@Snow a man walks into a bar with a set of jumper cables around his neck. The bartender gives him a cold hard stare and says "Okay, you can come in, but you'd better not start anything!"
An Englishman, Irishman and a Scotsman are walking through a forest one day, when they come across a slide. The approach the slide and a genie appears before them. The genie says, "Welcome travellers, you have found my magical slide. You get to go down it once and whatever word you shout will appear at the bottom of the slide." The Englishman goes first, he climbs to the top of the slide and on the way day, he shouts out, "GOLD!".
At the bottom of the slide, waiting for him are piles of gold. He's rich beyond his dreams. The Scotsman goes next, during his ride down, he shouts, "PLATINUM!" and at the bottom he finds the rare metal. He's also incredibly wealthy. The Irishman goes last, he climbs to the top of the slide, jumps down it and shouts, "WHEEEEEEE!"
@RichardU Does that joke work in American English? I can't remember
@NotThatGuy Er, no. Sending a thank you through Skype as opposed to email would be the equivalent of sending a thank you note to a person's home address as opposed to their work address. It will be seen as intrusive.
@RichardU My missus uses Skype for business, it's a separate part of Skype that she can only use at work. She also has her own personal account at home. So it depends on if this Skype account was created for business purposes or not
A recruiter would use the consumer version of Skype. To use Skype for Business, you both need to be running Skype for Business. It's easier to use the free kind.
I'm very conservative in my approach to things. I'd prefer an actual letter to an email and an email to a PM. Something about a PM, even through Skype, rubs me the wrong way.
@Snow only 2% of people send followup notes. I always advise to send one.
I know that in my case, I would certainly give more weight to the candidate that sent a note.
I think I might've screwed up the interview because the interviewer interrupted me while I was (probably badly) explaining my elegant idea in favour of pushing me towards a more complex solution.
I'm not quite sure how to handle interviewers who try too hard to help me and end up just hand-holding me towards an answer (or just giving the answer) instead of letting me present the answer I already know.
In terms of what working there might look like? Maybe (or maybe not, if I'm going to have a hard time presenting my thoughts in my job too). But not being able to demonstrate that I'm capable does significantly reduce the chances of being given an offer to work there.
Currently, I am finding myself locked in a fierce battle between myself trying to design more foolproof tools, and the universe's efforts to create more ingenious fools.
@Snow I think it's just people fed up of everyone else. There are people out there with it, however I feel this might be like the gluten diet thing. Those complaining the most probably don't actually suffer from it
@IDrinkandIKnowThings no, you're not imagining things. last week, I almost admitted myself to the psychiatric ward. It's getting so bad that I'm quitting social media
@IDrinkandIKnowThings Someone proposed something like that for Stack Overflow at some point. Stack Overflow seems to mostly be people bugging each other these days - people go there and bug some users with their no-attempt homework, and those users close the question, bugging the askers and everyone who wants to answer it, and the answerers bug the people who want to close it, either by answering it or disagreeing with the closure. Bug, bug, cockroach... I mean bug.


*Assigned task:*
Without any pictures, copy the records below once more, exactly as they are.

*Supplied entries:*
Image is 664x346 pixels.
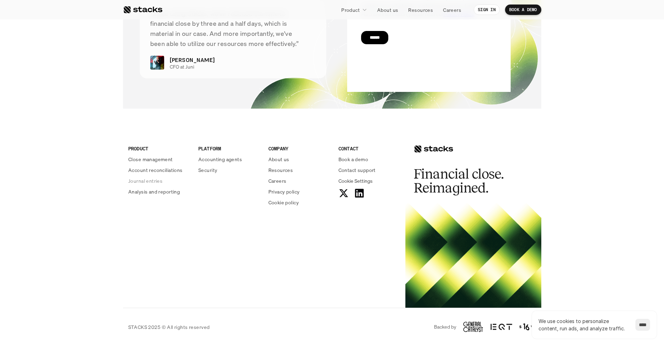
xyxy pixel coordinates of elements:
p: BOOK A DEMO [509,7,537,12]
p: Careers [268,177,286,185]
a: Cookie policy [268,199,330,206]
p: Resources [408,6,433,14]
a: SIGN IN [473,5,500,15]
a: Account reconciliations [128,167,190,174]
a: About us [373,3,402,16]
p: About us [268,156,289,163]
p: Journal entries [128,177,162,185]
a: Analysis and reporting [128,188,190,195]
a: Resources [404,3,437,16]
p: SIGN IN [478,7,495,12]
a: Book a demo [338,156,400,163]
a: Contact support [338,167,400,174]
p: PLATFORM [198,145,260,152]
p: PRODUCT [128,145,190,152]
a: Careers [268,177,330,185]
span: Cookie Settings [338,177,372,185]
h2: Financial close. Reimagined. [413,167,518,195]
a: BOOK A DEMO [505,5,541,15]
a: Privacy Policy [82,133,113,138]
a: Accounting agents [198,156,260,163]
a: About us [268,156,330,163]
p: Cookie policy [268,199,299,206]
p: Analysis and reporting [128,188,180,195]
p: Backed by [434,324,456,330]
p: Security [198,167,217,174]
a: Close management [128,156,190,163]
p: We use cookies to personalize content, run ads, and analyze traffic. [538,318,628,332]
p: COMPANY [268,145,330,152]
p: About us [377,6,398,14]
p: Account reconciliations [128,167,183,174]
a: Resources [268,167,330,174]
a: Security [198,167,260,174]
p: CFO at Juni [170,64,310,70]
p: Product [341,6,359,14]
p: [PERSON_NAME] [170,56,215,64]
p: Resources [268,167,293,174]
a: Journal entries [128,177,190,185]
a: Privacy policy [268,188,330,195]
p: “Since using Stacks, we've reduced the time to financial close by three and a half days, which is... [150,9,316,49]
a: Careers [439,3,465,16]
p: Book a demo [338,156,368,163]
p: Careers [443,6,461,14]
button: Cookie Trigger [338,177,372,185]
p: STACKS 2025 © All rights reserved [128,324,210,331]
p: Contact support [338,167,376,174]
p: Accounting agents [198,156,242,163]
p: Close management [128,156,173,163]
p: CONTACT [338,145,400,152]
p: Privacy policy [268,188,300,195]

*Reply:*
Image is 664x346 pixels.
xyxy pixel coordinates of elements:
p: BOOK A DEMO [509,7,537,12]
p: Careers [268,177,286,185]
a: Cookie policy [268,199,330,206]
p: Resources [408,6,433,14]
a: SIGN IN [473,5,500,15]
a: Account reconciliations [128,167,190,174]
a: About us [373,3,402,16]
p: About us [268,156,289,163]
p: Journal entries [128,177,162,185]
a: Analysis and reporting [128,188,190,195]
a: Resources [404,3,437,16]
p: SIGN IN [478,7,495,12]
a: Book a demo [338,156,400,163]
a: Contact support [338,167,400,174]
p: PLATFORM [198,145,260,152]
p: PRODUCT [128,145,190,152]
a: Careers [268,177,330,185]
span: Cookie Settings [338,177,372,185]
h2: Financial close. Reimagined. [413,167,518,195]
a: BOOK A DEMO [505,5,541,15]
a: Privacy Policy [82,133,113,138]
a: Accounting agents [198,156,260,163]
a: About us [268,156,330,163]
p: Cookie policy [268,199,299,206]
p: Analysis and reporting [128,188,180,195]
p: Backed by [434,324,456,330]
p: Security [198,167,217,174]
a: Close management [128,156,190,163]
p: We use cookies to personalize content, run ads, and analyze traffic. [538,318,628,332]
p: COMPANY [268,145,330,152]
p: About us [377,6,398,14]
p: Account reconciliations [128,167,183,174]
a: Resources [268,167,330,174]
a: Security [198,167,260,174]
p: CFO at Juni [170,64,310,70]
p: Product [341,6,359,14]
p: [PERSON_NAME] [170,56,215,64]
p: Resources [268,167,293,174]
a: Journal entries [128,177,190,185]
a: Privacy policy [268,188,330,195]
p: “Since using Stacks, we've reduced the time to financial close by three and a half days, which is... [150,9,316,49]
a: Careers [439,3,465,16]
p: Book a demo [338,156,368,163]
p: Careers [443,6,461,14]
button: Cookie Trigger [338,177,372,185]
p: STACKS 2025 © All rights reserved [128,324,210,331]
p: Contact support [338,167,376,174]
p: Accounting agents [198,156,242,163]
p: Close management [128,156,173,163]
p: CONTACT [338,145,400,152]
p: Privacy policy [268,188,300,195]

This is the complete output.